I flatter myself that I understand your point.  It is doubtful we shall
have compilers that can tell you for example, that you used the wrong
algorithm.

However, perhaps I did not express my point as well as I could have.  I
include the quote from Whitehead again, along with some others.

"By relieving the brain of all unnecessary work, a good notation sets it
free to concentrate on more advanced problems, and, in effect, increases
the
mental power of the race."

-- Alfred Whitehead (1861 - 1947)
Quoted in P Davis and R Hersh The Mathematical Experience (Boston 1981).

http://www-groups.dcs.st-andrews.ac.uk/~history/Quotations2/215.html

By preventing lots of little gotchas, you free the mind to pay attention
to what it is doing rather than the most minute details of how to do
it.  This is a quite powerful effect.  Try doing arithmetic in Roman
numerals.  Your attention is on the mechanics instead of on the fact
that you should be subtracting instead of adding.  Ever watched a
beginner do very careful lettering or Calligraphy?  The letters look
nice, but they are more likely to spell the word wrong.

"He found himself understanding the wearisomeness of this life, where
every path was an improvisation and a considerable part of one's waking
time was spent watching one's feet."

-- Lord of the Files, William Golding, Chapter five, page 76
http://www.crosswinds.net/~robyng/LOFquotes.html

I remember being struck by this when I read it long ago.  One of the
major improvements of modern life is flat floors and shoes. Ever tried
to dance on a sloping floor or worse, one with holes in it?  When you
aren't sure of your feet its definitely hard to pay attention to where
you are going.

My favorite is always Benjamin Franklin.  He was a successful engineer,
among other occupations.

[After spending several paragraphs on the details of how to get the
streets cleaned of mud and dust every day and how to keep the lamps lit
and clean so there is proper lighting]

Some may think these trifling matters not worth minding or relating;
but when they consider that tho' dust blown into the eyes of a single
person, or into a single shop on a windy day, is but of small
importance, yet the great number of the instances in a populous city,
and its frequent repetitions give it weight and consequence, perhaps
they will not censure very severely those who bestow some attention to
affairs of this seemingly low nature. Human felicity [happiness] is
produc'd not
so much by great pieces of good fortune that seldom happen, as by
little advantages that occur every day.

-- Benjamin Franklin in his autobiography
http://www.earlyamerica.com/lives/franklin/chapt11/

The relevance to software engineering hardly needs pointing out.  Each
bug that can be automatically prevented instead of requring a human to
find it is one of those "little advantages that occur every day".

Daniel


John Porter wrote:

> Daniel S. Wilkerson wrote:
> > Michael G Schwern wrote:
> > > Type checking is nice, but its just one class of error-checking.
> > > Doesn't do squat for basic logic errors, for example.
> >
> > No, it does.
>
> I think you're missing what ought to be an obvious point:
> No amount of (sane) typing will allow your compiler to
> know that
>         if ( x > y )
> is wrong when you meant to say
>         if ( x < y )
>
> That is what is meant by "logic error".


Copy each line of the material in which the word "labels" appears.

════

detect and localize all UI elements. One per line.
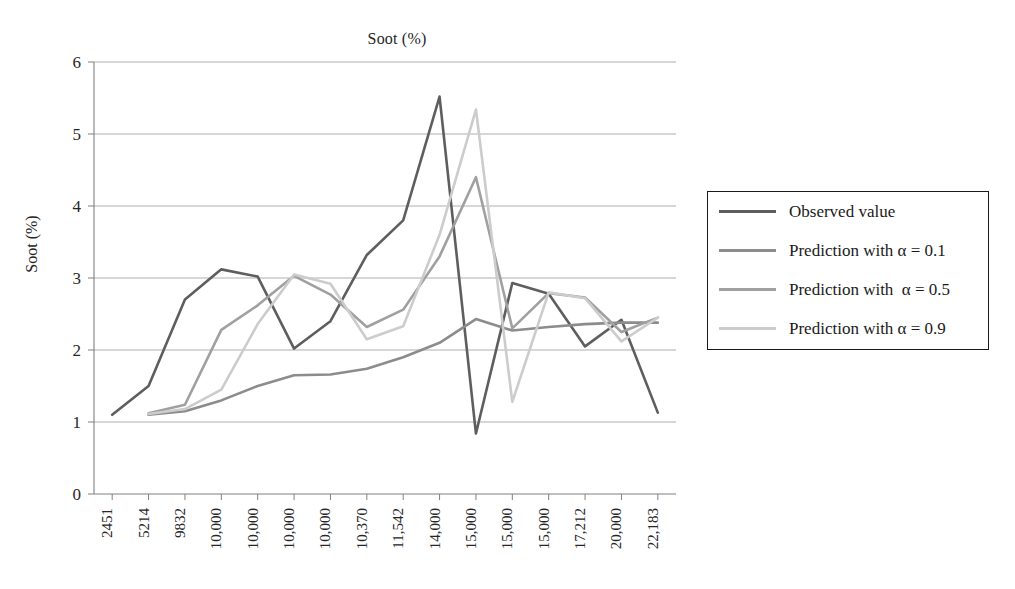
- x-tick-label-10: 15,000: [463, 508, 479, 549]
- x-tick-label-7: 10,370: [354, 508, 370, 549]
- legend-swatch-prediction-alpha-01: [719, 249, 776, 252]
- chart-container: Soot (%) Soot (%) 0123456 24515214983210…: [0, 0, 1015, 589]
- series-line-3: [149, 110, 658, 415]
- legend-label-prediction-alpha-09: Prediction with α = 0.9: [789, 320, 946, 337]
- x-tick-label-14: 20,000: [608, 508, 624, 549]
- legend-item-prediction-alpha-09: Prediction with α = 0.9: [708, 309, 988, 348]
- legend-swatch-prediction-alpha-05: [719, 288, 776, 291]
- legend-label-observed-value: Observed value: [789, 203, 895, 220]
- y-tick-label-3: 3: [73, 269, 82, 288]
- x-tick-label-4: 10,000: [245, 508, 261, 549]
- x-tick-label-12: 15,000: [536, 508, 552, 549]
- legend: Observed value Prediction with α = 0.1 P…: [707, 191, 989, 350]
- series-line-1: [149, 319, 658, 415]
- x-tick-label-6: 10,000: [317, 508, 333, 549]
- x-tick-label-9: 14,000: [427, 508, 443, 549]
- x-tick-label-1: 5214: [136, 508, 152, 539]
- y-tick-label-4: 4: [73, 197, 82, 216]
- series-line-2: [149, 177, 658, 413]
- y-tick-label-6: 6: [73, 53, 82, 72]
- legend-swatch-prediction-alpha-09: [719, 327, 776, 330]
- legend-swatch-observed-value: [719, 210, 776, 213]
- gridlines: [94, 62, 676, 494]
- series-line-0: [112, 97, 658, 434]
- y-tick-label-2: 2: [73, 341, 82, 360]
- data-series-lines: [112, 97, 658, 434]
- x-tick-label-3: 10,000: [208, 508, 224, 549]
- x-tick-label-13: 17,212: [572, 508, 588, 549]
- legend-label-prediction-alpha-01: Prediction with α = 0.1: [789, 242, 946, 259]
- x-tick-label-11: 15,000: [499, 508, 515, 549]
- legend-item-prediction-alpha-01: Prediction with α = 0.1: [708, 231, 988, 270]
- y-tick-label-5: 5: [73, 125, 82, 144]
- y-tick-label-0: 0: [73, 485, 82, 504]
- y-axis-ticks: [88, 62, 94, 494]
- x-tick-label-2: 9832: [172, 508, 188, 538]
- x-axis-ticks: [112, 494, 658, 500]
- y-tick-label-1: 1: [73, 413, 82, 432]
- x-tick-label-8: 11,542: [390, 508, 406, 549]
- x-tick-label-5: 10,000: [281, 508, 297, 549]
- legend-item-prediction-alpha-05: Prediction with α = 0.5: [708, 270, 988, 309]
- legend-item-observed-value: Observed value: [708, 192, 988, 231]
- y-axis-tick-labels: 0123456: [73, 53, 82, 504]
- x-tick-label-0: 2451: [99, 508, 115, 538]
- x-tick-label-15: 22,183: [645, 508, 661, 549]
- legend-label-prediction-alpha-05: Prediction with α = 0.5: [789, 281, 950, 298]
- x-axis-tick-labels: 24515214983210,00010,00010,00010,00010,3…: [99, 508, 661, 550]
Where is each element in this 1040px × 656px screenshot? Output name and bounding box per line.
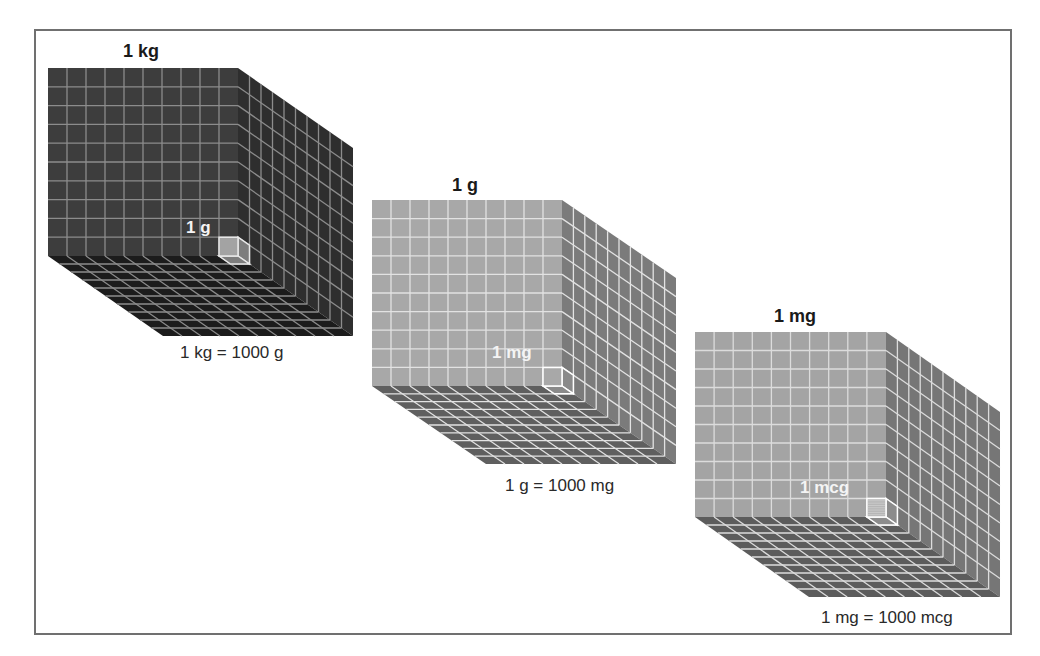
cube-g-unit-label: 1 mg: [492, 344, 532, 361]
cube-kg-unit-cube: [219, 237, 238, 256]
cube-kg-unit-label: 1 g: [186, 219, 211, 236]
cube-kg-equation: 1 kg = 1000 g: [180, 344, 284, 361]
cube-g-title: 1 g: [452, 176, 478, 194]
cube-mg-title: 1 mg: [774, 307, 816, 325]
cube-g-equation: 1 g = 1000 mg: [505, 477, 614, 494]
cube-mg-unit-label: 1 mcg: [800, 479, 849, 496]
cube-g-unit-cube: [543, 367, 562, 386]
cube-mg-equation: 1 mg = 1000 mcg: [821, 609, 953, 626]
cube-kg-title: 1 kg: [123, 42, 159, 60]
cubes-canvas: [0, 0, 1040, 656]
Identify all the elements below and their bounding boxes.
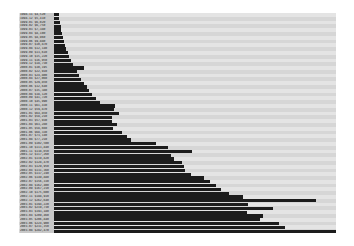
horizontal-bar-chart: 1998-11 $4,5201998-12 $5,4101999-01 $6,0…: [19, 13, 336, 233]
bar: [54, 230, 336, 233]
bar-row: 2003-08 $282,470: [19, 229, 336, 233]
bar-label: 2003-08 $282,470: [20, 229, 54, 233]
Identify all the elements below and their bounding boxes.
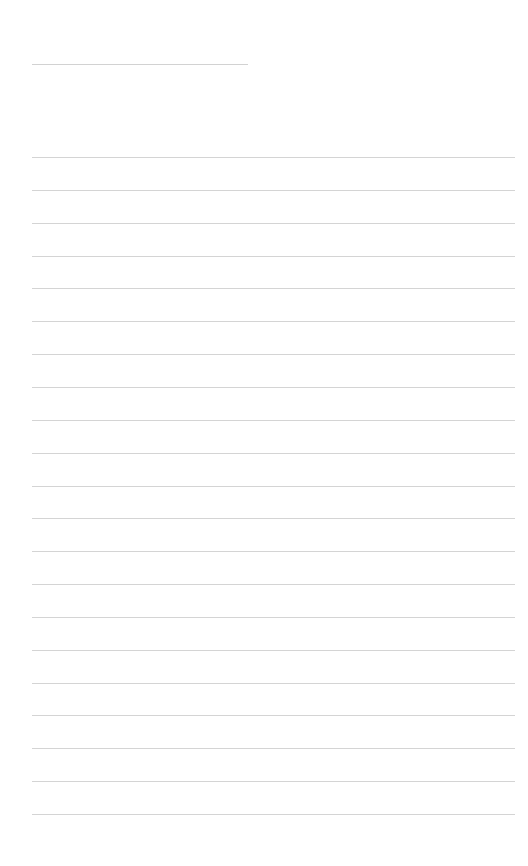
ruled-line bbox=[32, 584, 515, 585]
ruled-line bbox=[32, 748, 515, 749]
ruled-line bbox=[32, 420, 515, 421]
ruled-line bbox=[32, 518, 515, 519]
ruled-line bbox=[32, 683, 515, 684]
ruled-line bbox=[32, 453, 515, 454]
ruled-line bbox=[32, 288, 515, 289]
ruled-line bbox=[32, 321, 515, 322]
ruled-line bbox=[32, 157, 515, 158]
ruled-line bbox=[32, 486, 515, 487]
title-line bbox=[32, 64, 248, 65]
ruled-line bbox=[32, 650, 515, 651]
ruled-line bbox=[32, 354, 515, 355]
ruled-line bbox=[32, 387, 515, 388]
ruled-line bbox=[32, 256, 515, 257]
ruled-line bbox=[32, 715, 515, 716]
ruled-line bbox=[32, 223, 515, 224]
ruled-line bbox=[32, 551, 515, 552]
ruled-line bbox=[32, 814, 515, 815]
ruled-line bbox=[32, 781, 515, 782]
ruled-line bbox=[32, 190, 515, 191]
ruled-line bbox=[32, 617, 515, 618]
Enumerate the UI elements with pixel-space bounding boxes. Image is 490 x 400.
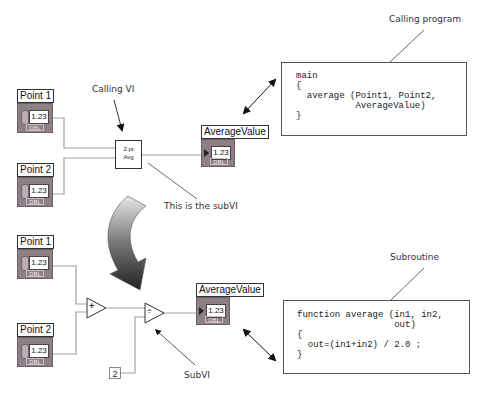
average-value-indicator[interactable]: 1.23 DBL — [201, 139, 235, 167]
code-line: } — [297, 350, 469, 360]
numeric-increment-icon[interactable] — [21, 256, 29, 271]
code-line: { — [296, 81, 466, 91]
divide-function-icon[interactable]: ÷ — [147, 306, 152, 316]
code-line: out=(in1+in2) / 2.0 ; — [297, 340, 469, 350]
dbl-type-tag: DBL — [26, 124, 44, 131]
constant-two[interactable]: 2 — [109, 367, 121, 379]
point1-control[interactable]: 1.23 DBL — [17, 103, 53, 133]
point1-value[interactable]: 1.23 — [29, 110, 49, 124]
subvi-line1: 2 pt — [116, 145, 141, 153]
point2-control[interactable]: 1.23 DBL — [17, 337, 53, 367]
average-value-label: AverageValue — [201, 125, 269, 139]
point1-value[interactable]: 1.23 — [29, 256, 49, 270]
subvi-line2: Avg — [116, 153, 141, 161]
point2-label: Point 2 — [17, 323, 54, 337]
calling-program-annotation: Calling program — [389, 14, 461, 24]
input-terminal-icon — [204, 149, 209, 157]
calling-vi-annotation: Calling VI — [92, 84, 134, 94]
code-line: out) — [297, 320, 469, 330]
subvi-2pt-avg[interactable]: 2 pt Avg — [115, 140, 142, 169]
code-line: main — [296, 71, 466, 81]
numeric-increment-icon[interactable] — [21, 184, 29, 199]
subroutine-annotation: Subroutine — [390, 252, 439, 262]
average-value-label: AverageValue — [196, 283, 264, 297]
dbl-type-tag: DBL — [205, 316, 223, 323]
calling-program-code: main{ average (Point1, Point2, AverageVa… — [281, 62, 467, 136]
code-line: AverageValue) — [296, 101, 466, 111]
point2-value[interactable]: 1.23 — [29, 344, 49, 358]
numeric-increment-icon[interactable] — [21, 344, 29, 359]
point1-label: Point 1 — [17, 89, 54, 103]
this-is-subvi-annotation: This is the subVI — [164, 201, 238, 211]
code-line: } — [296, 111, 466, 121]
subroutine-code: function average (in1, in2, out){ out=(i… — [283, 300, 470, 374]
dbl-type-tag: DBL — [26, 198, 44, 205]
dbl-type-tag: DBL — [26, 270, 44, 277]
subvi-annotation: SubVI — [184, 370, 210, 380]
point1-label: Point 1 — [17, 235, 54, 249]
average-value-indicator[interactable]: 1.23 DBL — [196, 297, 230, 325]
dbl-type-tag: DBL — [26, 358, 44, 365]
add-function-icon[interactable]: + — [89, 301, 94, 311]
point2-control[interactable]: 1.23 DBL — [17, 177, 53, 207]
code-line: average (Point1, Point2, — [296, 91, 466, 101]
code-line: { — [297, 330, 469, 340]
numeric-increment-icon[interactable] — [21, 110, 29, 125]
point2-value[interactable]: 1.23 — [29, 184, 49, 198]
code-line: function average (in1, in2, — [297, 310, 469, 320]
point1-control[interactable]: 1.23 DBL — [17, 249, 53, 279]
input-terminal-icon — [199, 307, 204, 315]
transform-arrow-icon — [108, 196, 146, 290]
point2-label: Point 2 — [17, 163, 54, 177]
dbl-type-tag: DBL — [210, 158, 228, 165]
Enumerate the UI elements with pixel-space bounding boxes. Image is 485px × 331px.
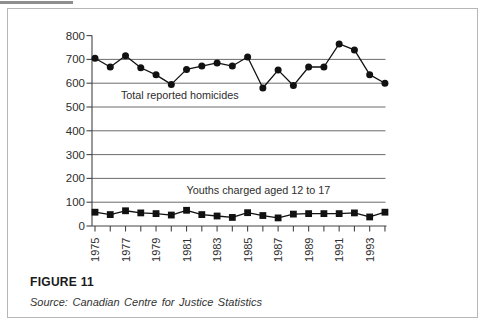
data-point-circle bbox=[275, 67, 282, 74]
svg-text:800: 800 bbox=[66, 30, 85, 42]
data-point-square bbox=[366, 214, 373, 221]
scanned-figure-page: { "figure": { "caption": "FIGURE 11", "s… bbox=[0, 0, 485, 331]
svg-text:1989: 1989 bbox=[303, 238, 315, 262]
annotation-total-homicides: Total reported homicides bbox=[121, 89, 239, 101]
svg-text:500: 500 bbox=[66, 101, 85, 113]
series-total-homicides bbox=[92, 40, 389, 91]
svg-text:1979: 1979 bbox=[150, 238, 162, 262]
data-point-square bbox=[321, 210, 328, 217]
data-point-square bbox=[107, 211, 114, 218]
data-point-square bbox=[183, 207, 190, 214]
svg-text:1975: 1975 bbox=[89, 238, 101, 262]
svg-text:600: 600 bbox=[66, 77, 85, 89]
data-point-circle bbox=[229, 63, 236, 70]
data-point-circle bbox=[153, 71, 160, 78]
svg-text:1983: 1983 bbox=[211, 238, 223, 262]
data-point-square bbox=[229, 214, 236, 221]
svg-text:1981: 1981 bbox=[181, 238, 193, 262]
data-point-square bbox=[382, 209, 389, 216]
data-point-circle bbox=[183, 66, 190, 73]
data-point-circle bbox=[214, 59, 221, 66]
svg-text:1977: 1977 bbox=[120, 238, 132, 262]
data-point-square bbox=[290, 211, 297, 218]
data-point-square bbox=[137, 210, 144, 217]
svg-text:400: 400 bbox=[66, 125, 85, 137]
svg-text:100: 100 bbox=[66, 196, 85, 208]
data-point-circle bbox=[366, 71, 373, 78]
data-point-square bbox=[214, 213, 221, 220]
y-tick-labels: 0100200300400500600700800 bbox=[66, 30, 85, 232]
data-point-circle bbox=[290, 82, 297, 89]
svg-text:300: 300 bbox=[66, 149, 85, 161]
data-point-circle bbox=[336, 40, 343, 47]
data-point-square bbox=[351, 210, 358, 217]
data-point-circle bbox=[351, 46, 358, 53]
svg-text:1985: 1985 bbox=[242, 238, 254, 262]
svg-text:700: 700 bbox=[66, 53, 85, 65]
data-point-circle bbox=[259, 84, 266, 91]
grid-lines bbox=[92, 59, 386, 202]
data-point-circle bbox=[168, 81, 175, 88]
data-point-square bbox=[153, 210, 160, 217]
data-point-square bbox=[336, 210, 343, 217]
data-point-circle bbox=[92, 55, 99, 62]
data-point-square bbox=[122, 207, 129, 214]
data-point-circle bbox=[305, 64, 312, 71]
figure-source: Source: Canadian Centre for Justice Stat… bbox=[30, 296, 262, 308]
svg-text:200: 200 bbox=[66, 172, 85, 184]
data-point-square bbox=[92, 209, 99, 216]
data-point-square bbox=[305, 210, 312, 217]
svg-text:1991: 1991 bbox=[333, 238, 345, 262]
data-point-square bbox=[259, 212, 266, 219]
svg-text:1987: 1987 bbox=[272, 238, 284, 262]
x-tick-labels: 1975197719791981198319851987198919911993 bbox=[89, 238, 376, 262]
svg-text:0: 0 bbox=[79, 220, 85, 232]
data-point-square bbox=[198, 211, 205, 218]
data-point-circle bbox=[244, 54, 251, 61]
data-point-circle bbox=[107, 64, 114, 71]
annotation-youths-charged: Youths charged aged 12 to 17 bbox=[187, 184, 331, 196]
data-point-square bbox=[168, 212, 175, 219]
data-point-square bbox=[275, 215, 282, 222]
data-point-circle bbox=[381, 80, 388, 87]
data-point-circle bbox=[198, 63, 205, 70]
data-point-circle bbox=[320, 64, 327, 71]
series-youths-charged bbox=[92, 207, 389, 221]
data-point-circle bbox=[122, 52, 129, 59]
figure-caption: FIGURE 11 bbox=[30, 275, 94, 289]
svg-text:1993: 1993 bbox=[364, 238, 376, 262]
data-point-circle bbox=[137, 64, 144, 71]
data-point-square bbox=[244, 209, 251, 216]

════

**Reply to the task:**
- y-axis-tick-labels: 0123456: [73, 53, 82, 504]
- x-axis-tick-labels: 24515214983210,00010,00010,00010,00010,3…: [99, 508, 661, 550]
y-tick-labels: 0100200300400500600700800 bbox=[66, 30, 85, 232]
x-tick-labels: 1975197719791981198319851987198919911993 bbox=[89, 238, 376, 262]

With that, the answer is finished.